The largest know tsunami in recent times occurred in the Pacific Ocean in 1960 and was spawned by an MW9.5 earthquake in Southern Chile. It caused damage and casualties in many countries along the Pacific Rim, as far as Japan. The eruption of Krakatau in 1883 caused a great tsunami in the Indian Ocean which killed 35,000 people. It affected harbors at Chennai and Colombo and as far as the Cape of Good Hope. Aerial View of Chilean Coast after 1960 Tsunami, showing tsunami damage and wave extent. Two hundred deaths were reported and total property damage from the combined effects of the earthquake and tsunami in Chile was $417 million Aftermath of 1960 Chilean Tsunami in Hilo, HI where 61 deaths and $23 million in damage occurred. Parking meters were bent by the force of the debris-filled waves.

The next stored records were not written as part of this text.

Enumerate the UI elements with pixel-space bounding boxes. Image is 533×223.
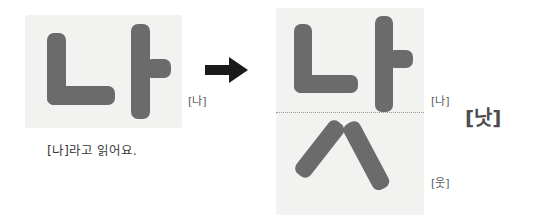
glyph-siot-right-stroke — [341, 119, 392, 193]
syllable-nat-panel: 나 ㅅ — [276, 8, 424, 215]
glyph-a-tick-stroke — [388, 50, 413, 68]
right-top-glyph-text: 나 — [276, 8, 277, 9]
syllable-na-panel: 나 — [25, 15, 182, 128]
glyph-siot-left-stroke — [292, 117, 347, 180]
right-bottom-reading-label: [웃] — [431, 178, 450, 189]
left-reading-label: [나] — [188, 96, 207, 107]
right-arrow-icon — [203, 54, 251, 86]
figure-root: 나 [나] [나]라고 읽어요. 나 ㅅ [나] [낫] [웃] — [0, 0, 533, 223]
glyph-a-tick-stroke — [145, 59, 171, 78]
panel-divider — [276, 112, 424, 113]
left-glyph-text: 나 — [25, 15, 26, 16]
right-top-reading-label: [나] — [431, 96, 450, 107]
glyph-nieun-horizontal-stroke — [294, 75, 358, 93]
left-caption: [나]라고 읽어요. — [47, 145, 137, 158]
right-bottom-glyph-text: ㅅ — [276, 8, 277, 9]
glyph-nieun-horizontal-stroke — [47, 86, 115, 105]
right-result-reading-label: [낫] — [465, 108, 501, 128]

small amplitude in open ocean displaced water offset seafloor • In the Alaskan Earthquake of 1964 a section of seafloor more than four hundred miles long and one hundred miles across suddenly arched upward, forcing the overlying water upward and outward as if the seafloor were a giant paddle. Although this happened almost instantaneously, it was not the speed of the uplift but the sheer volume of water displaced that produced the powerful tsunami. earthquake large amplitude in shallow water Formation of a tsunami by sudden offset of the seafloor. Wave has low amplitude as it travels in the deep sea, and grows as tsunami enters shallow water and approaches the land
A tsunami generated by a sudden change in the deep ocean floor is a wave that extends from the sea surface to the bottom, miles below. The wave travels at great speed, 500 miles an hour or faster, depending on the depth of water. The waves traveling down the coast are slower than those in the open sea, so that the wave front makes a sweeping turn to the left and attacks the coast almost head on.
Tsunami Magnitude (Mt)The tsunami magnitude, or Mt, is a number used to compare sizes of tsunamis generated by different earthquakes and calculated from the logarithm of the maximum amplitude of the tsunami wave measured by a tide gauge distant from the tsunami source.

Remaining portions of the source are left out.